Arguably, exposure-based cognitive behavioral therapy plus parent management training improves both reactive and sustained, preparatory inhibitory control, respectively. During exposure-based cognitive behavioral therapy for irritability, the child is gradually and safely introduced to stimuli/situations (e.g., stopping video game play) that typically induce an angry response (e.g., yelling). By repeatedly experiencing the stimuli (e.g., stop videogame) and withholding the behavioral response (e.g., yelling), the child learns to tolerate and manage their anger by: (1) dissociate their “prepotent” typical response from the environmental stimuli, (2) withhold the typical motor response, and (3) engage in another goal-directed behavioral action pattern. Augmenting “in the moment” inhibitory control, parent management training teaches the caregiver consistent rules that reinforce specific goal-directed child responses (e.g., allowing the child continue videogame play following yelling vs. positively reinforcing stopping videogame play without behavioral or verbal outburst). As the child’s participation is critical in this treatment, in early sessions, we engage in motivational interviewing with the child to help articulate the “pros” and “cons” of changing their behavioral responses. Children are often able to articulate what they do and do not “like” about their anger.

If inhibitory control mediates the efficacy of this treatment, we expect that narrow measurements of inhibitory control on standardized behavioral tasks would: (1) improve over the course of treatment, (2) would extend to new tasks (e.g., far transfer) and (3) would be associated with a decrease in irritability symptoms.

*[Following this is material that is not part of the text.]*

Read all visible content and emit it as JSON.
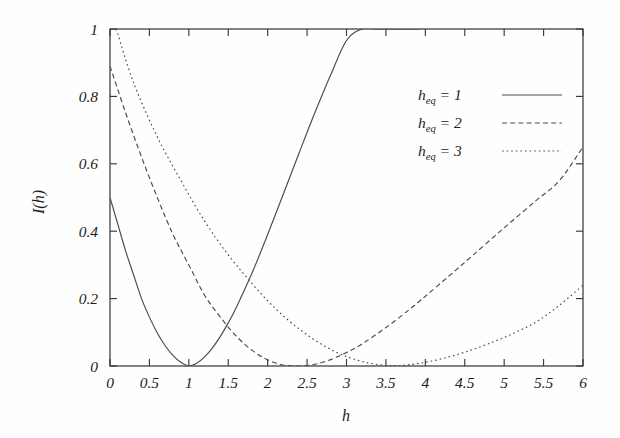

To test this, the suite of behavioral tasks would be administered prior to the active treatment, as well as after treatment. Novel tasks would also be administered following treatment. Exploratory work would further probe if baseline deficits in inhibitory control are associated with treatment response.

Our specific hypothesis is that performance on standardized behavioral tasks would be impaired in youth with irritability prior to exposure-based cognitive behavioral therapy. Following treatment, we would expect youth to improve on average on inhibitory control tasks, with variability in improvements due to a multitude of factors including treatment response, co-occurring difficulties, the magnitude of pre-existing inhibitory control deficits, age, child's and parent’s ability to learn and their motivation to engage. Critically, improvement in irritability would specifically be mediated by the degree of improvement on the behavioral task assessments. Further extension of this work could examine whether, in treatment of irritability, repetitive, computer-delivered training and behavioral intervention may target different, complementary aspects of dysfunctional inhibitory control, with adjunct cognitive training potentially augmenting clinical response.

Summary and future work

We proposed that inhibitory control, the ability to suppress a dominant response, may be a relevant treatment target for irritability in youth. We reviewed the challenges associated with measuring inhibitory control, the difficulties around different treatment approaches, and the need for integrated, ecologically valid treatments. We discussed how exposure-based cognitive behavioral therapy with parent management training may target acute deficits in withholding a prepotent response and support parents in reinforcing more long-term, adaptive, goal-directed behavior. By repeatedly teaching irritable children in the moment how to tolerate frustration without exerting a maladaptive behavioral response and coaching parents on how to consistently reinforce children’s behavior over time, we postulate that inhibitory control can be taught and will exhibit far-transfer if exercised in numerous emotionally evocative environments. However, this has never been systematically tested. The extent to which improvements in inhibitory control mediate clinical outcomes must be systematically assessed, ideally in targeted studies examining behavioral deficits in youth with irritability pre- and post-treatment using a suite of standardized tasks. If deficits in inhibitory control change prior to, and as a function of, treatment response, this provides a first step towards a mechanistic understanding of a behavioral intervention.